Large scale research: Doing research with five year olds, three state departments and national curriculum bodies.

Year: 2012

Author: Dixon, Mary, Taylor, Anthony

Type of paper: Abstract refereed

Abstract:

Chair Julianne Moss

The difficulties faced by participants at all levels of curriculum implementation have highlighted the complex nature of such processes.  Failures to successfully implement and sustain curriculum innovations in education have been well documented . The Australian History curriculum initiative raises two major change issues: professional learning/identity for teachers and the transnational scope of the process. It also provides an opportunity for curriculum developers to undertake large scale research which works at both the macro level of national curriculum development and implementation and the micro work of teachers and earners inside classrooms. Our work in this project has challenged us to find ways to do research where the macro and the micro are not only addressed and analysed but are also seen to inform each other.

This ARC funded project uses a mixed method approach including surveys and interviews of stakeholders and longitudinal case studies to examine the following research questions:

(Q.1) How do education departments, government bodies, pre-service teacher education providers and subject associations support or facilitate professional learning, teacher identity and practice in this new curriculum area? How does this reconfigure curriculum theorising on an Australian level?

(Q.2) How do primary teachers effectively teach the knowledge, skills and values of

History? What can be identified as successful pedagogical content knowledge for History in these settings?

(Q.3) How do primary students productively engage with the knowledge, skills and

values of History?

(Q.4)  How is the discipline of History reconstructed by the Australian curriculum initiative?

Data has been collected across disparate sites: offices of government curriculum authorities and professional associations, school staff rooms and primary classrooms. Case studies in 22 schools across Queensland, Victoria and New South Wales are being carried out over fifteen months in 2012 and 2013.   These case studies are providing a significant data base of the dialectical interrelationships of History content, students, teachers and environments. By utilizing a research design that works between the specificities of case study and large-scale macro curriculum analysis, the power of curriculum to position and reposition teachers, students and knowledge is evident. The challenge to maintain substantial and informed analysis across disparate data sets has largely been met in this work but raises questions for large scale research and for up scaling case study research.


### What you are asked to do
From the line that contains "At what (x,y)" down to the last line of the data below, restate every line word for word, skipping any images.

===== Given information

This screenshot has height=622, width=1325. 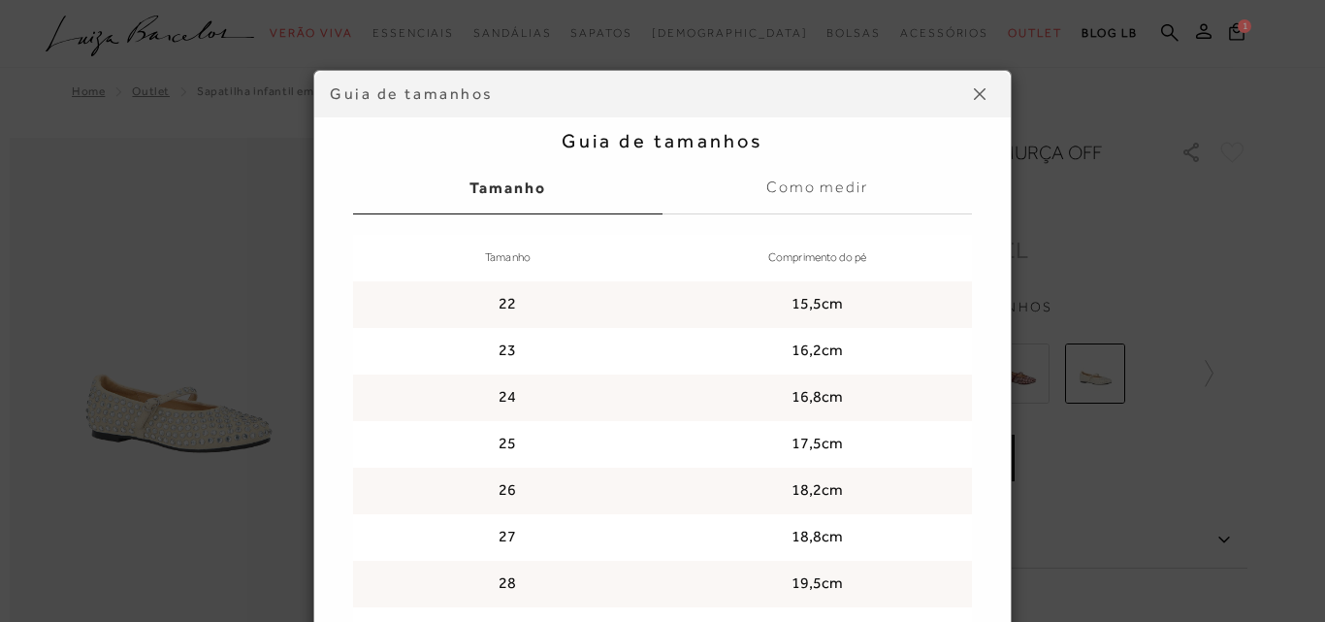 What do you see at coordinates (817, 258) in the screenshot?
I see `th: Comprimento do pé` at bounding box center [817, 258].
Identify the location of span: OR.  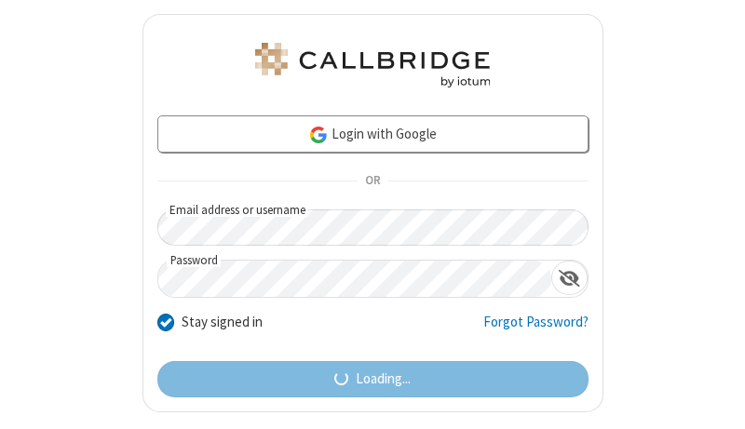
(372, 182).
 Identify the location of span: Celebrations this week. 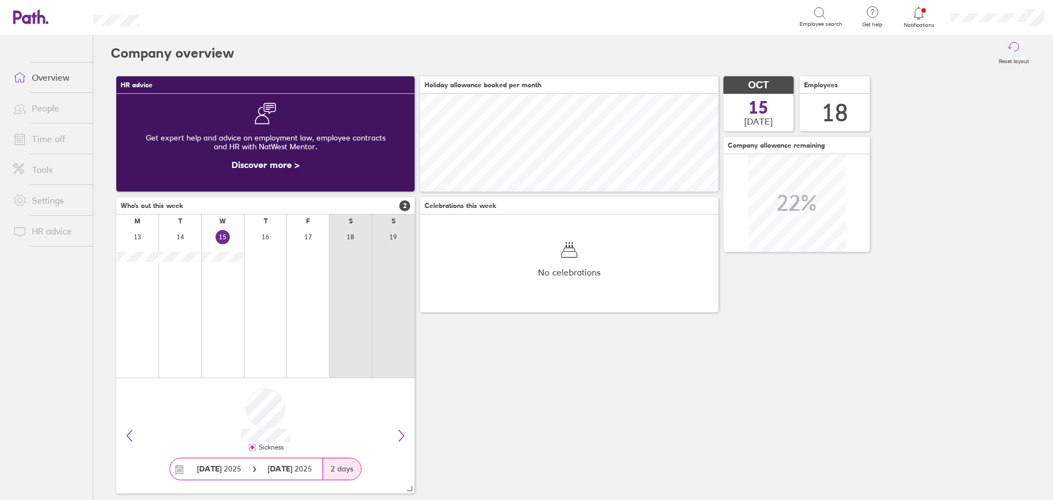
(460, 206).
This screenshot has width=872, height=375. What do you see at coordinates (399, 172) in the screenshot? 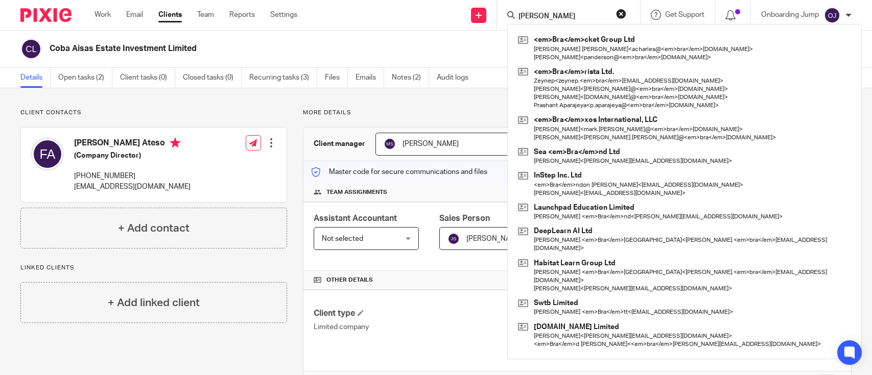
I see `p: Master code for secure communications and files` at bounding box center [399, 172].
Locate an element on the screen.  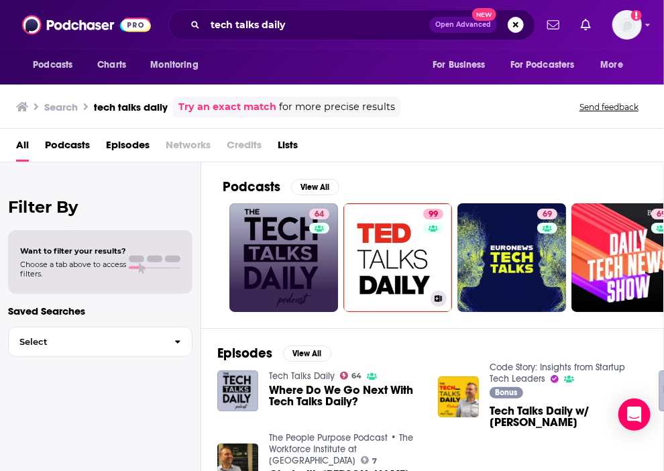
span: More is located at coordinates (613, 65).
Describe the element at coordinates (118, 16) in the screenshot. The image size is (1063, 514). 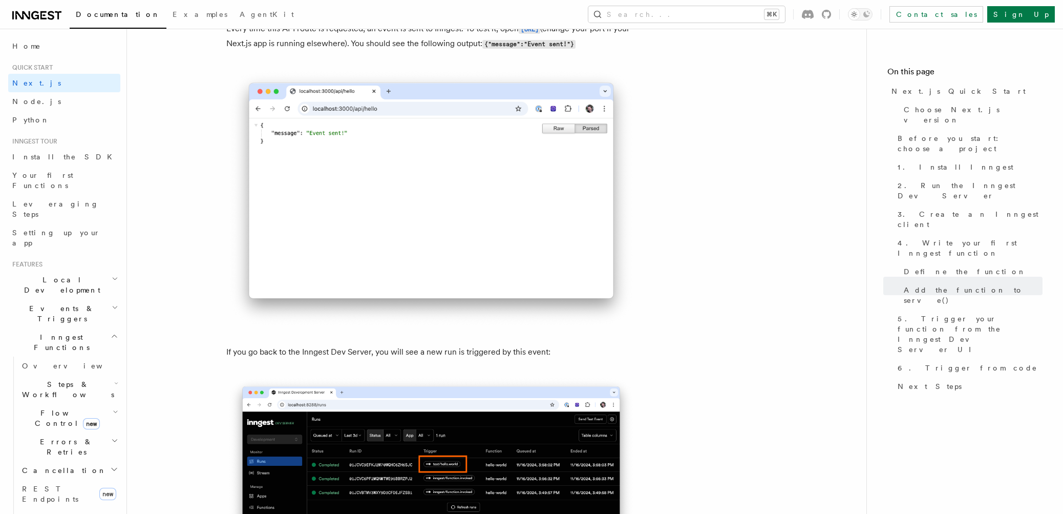
I see `a: Documentation` at that location.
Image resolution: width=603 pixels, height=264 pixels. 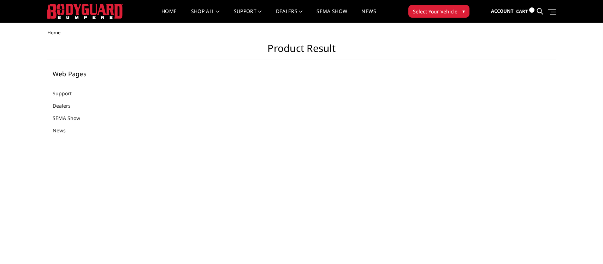 What do you see at coordinates (502, 11) in the screenshot?
I see `span: Account` at bounding box center [502, 11].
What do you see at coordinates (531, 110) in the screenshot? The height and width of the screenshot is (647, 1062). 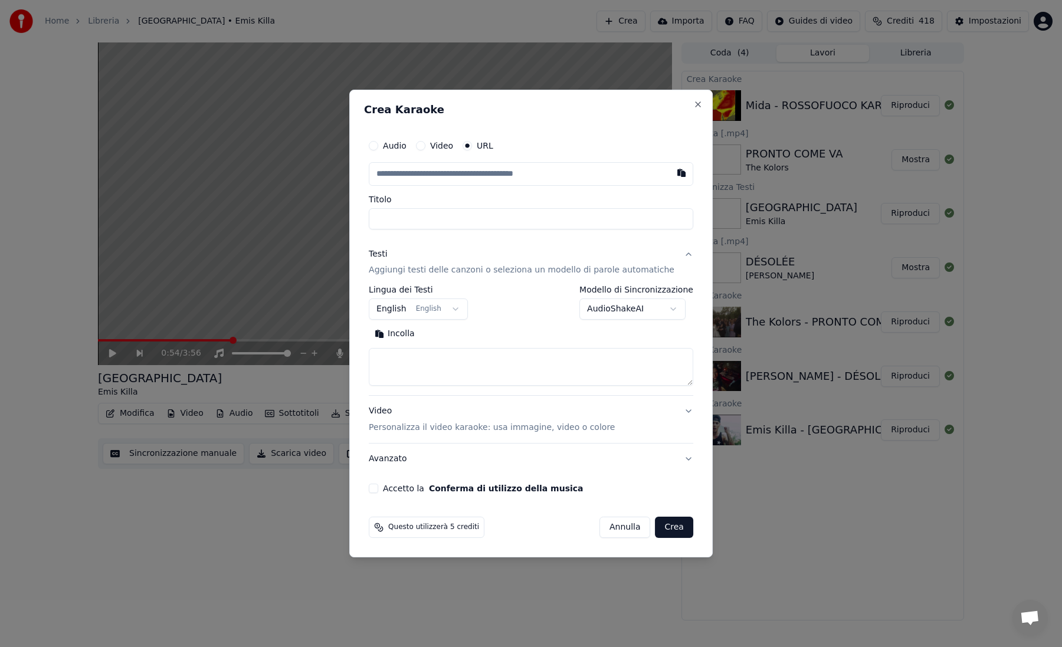 I see `h2: Crea Karaoke` at bounding box center [531, 110].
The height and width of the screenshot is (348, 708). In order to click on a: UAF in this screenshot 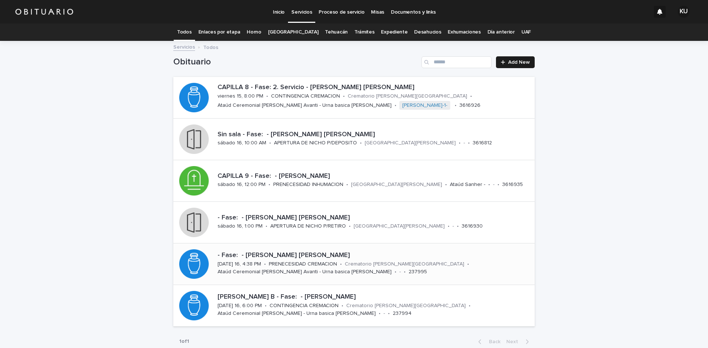, I will do `click(526, 32)`.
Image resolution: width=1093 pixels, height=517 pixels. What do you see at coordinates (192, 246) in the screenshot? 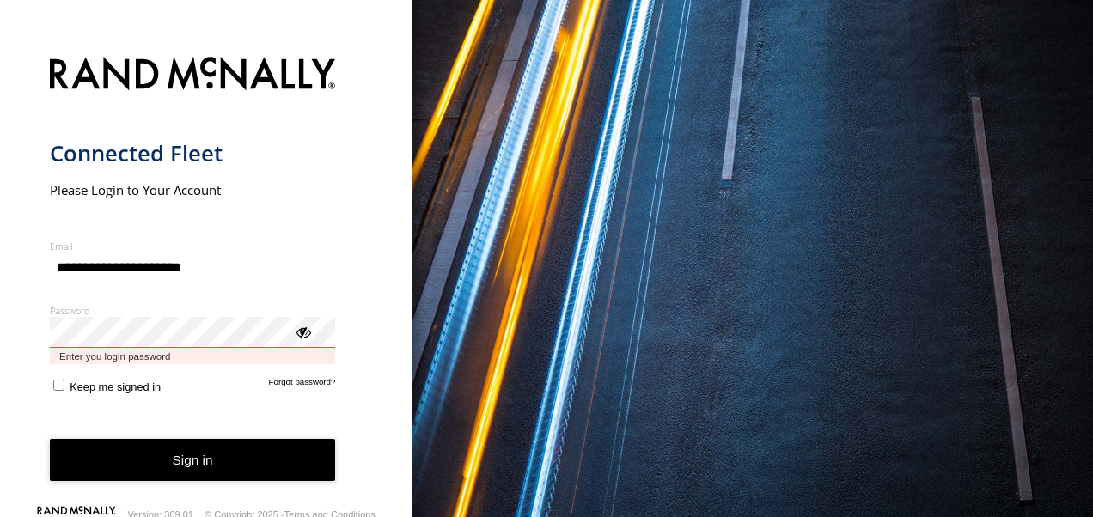
I see `label: Email` at bounding box center [192, 246].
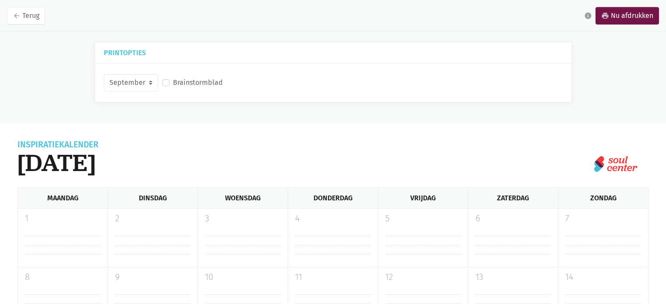  I want to click on p: 12, so click(423, 278).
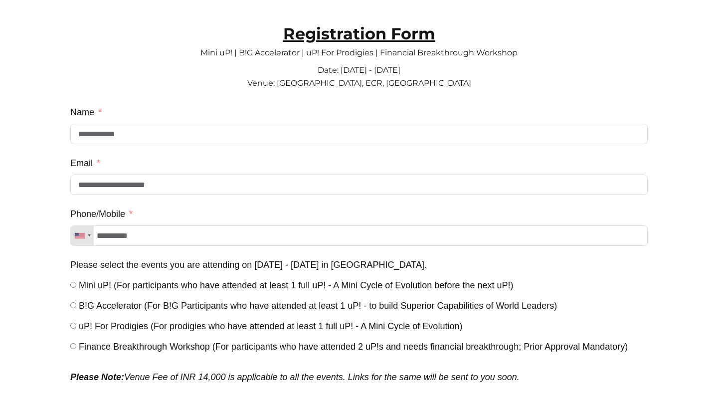 The image size is (718, 409). What do you see at coordinates (359, 235) in the screenshot?
I see `input: Phone/Mobile` at bounding box center [359, 235].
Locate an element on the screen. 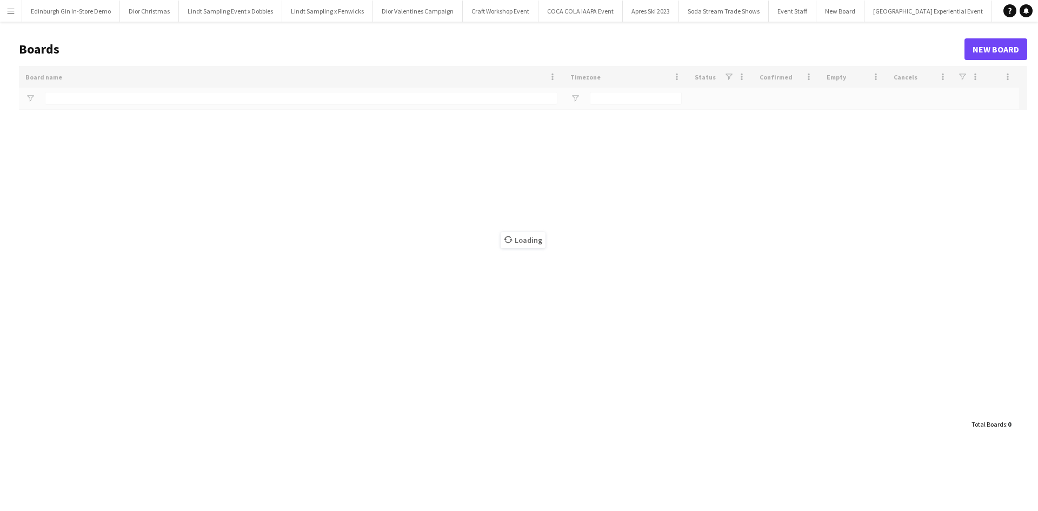 The width and height of the screenshot is (1038, 511). button: Soda Stream Trade Shows is located at coordinates (724, 11).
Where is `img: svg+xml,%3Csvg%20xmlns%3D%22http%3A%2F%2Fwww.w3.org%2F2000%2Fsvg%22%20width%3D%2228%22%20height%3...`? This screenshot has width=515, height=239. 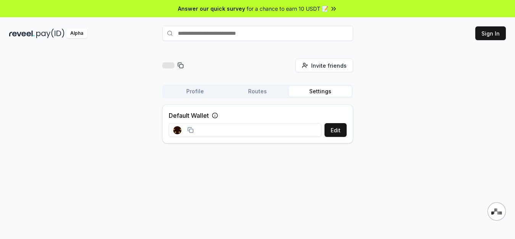 img: svg+xml,%3Csvg%20xmlns%3D%22http%3A%2F%2Fwww.w3.org%2F2000%2Fsvg%22%20width%3D%2228%22%20height%3... is located at coordinates (497, 211).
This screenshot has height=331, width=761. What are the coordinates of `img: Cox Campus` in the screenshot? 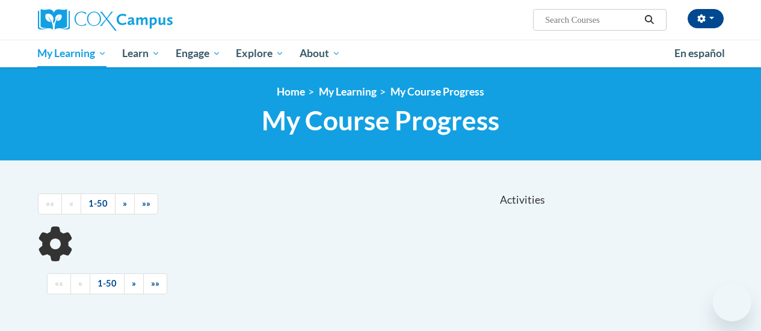 It's located at (105, 20).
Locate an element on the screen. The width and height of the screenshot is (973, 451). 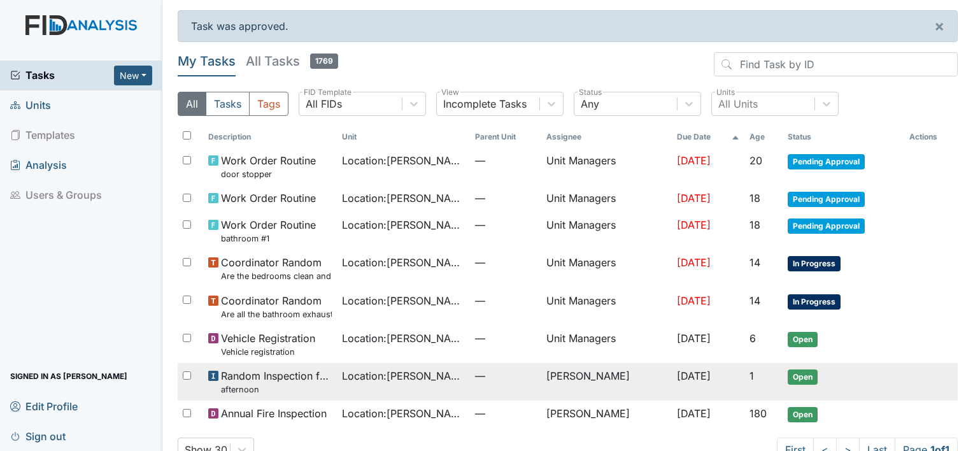
button: Tags is located at coordinates (269, 104).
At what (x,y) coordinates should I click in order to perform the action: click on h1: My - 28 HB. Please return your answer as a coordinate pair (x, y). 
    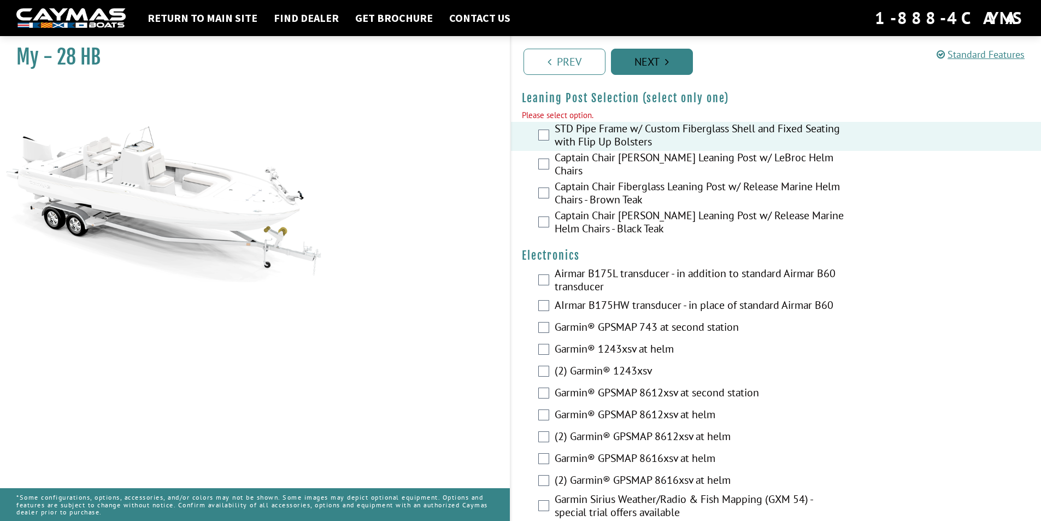
    Looking at the image, I should click on (249, 57).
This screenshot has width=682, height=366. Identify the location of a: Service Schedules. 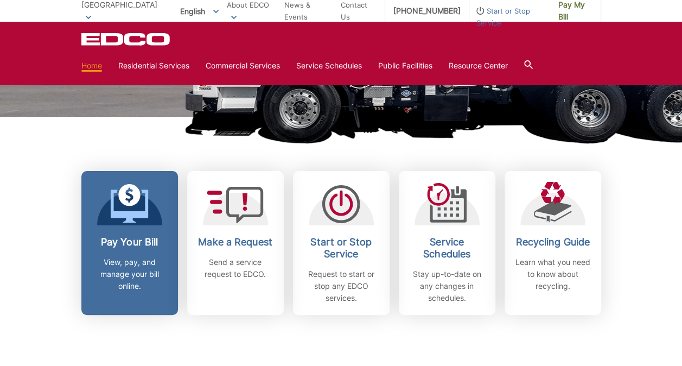
(329, 66).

==========

### Result of the exercise
At what (x,y) coordinates should I click in order to perform the action: click on h1: My - 28 HB. Please return your answer as a coordinate pair (x, y). 
    Looking at the image, I should click on (249, 57).
This screenshot has width=682, height=366. Identify the location of a: Service Schedules. 
(329, 66).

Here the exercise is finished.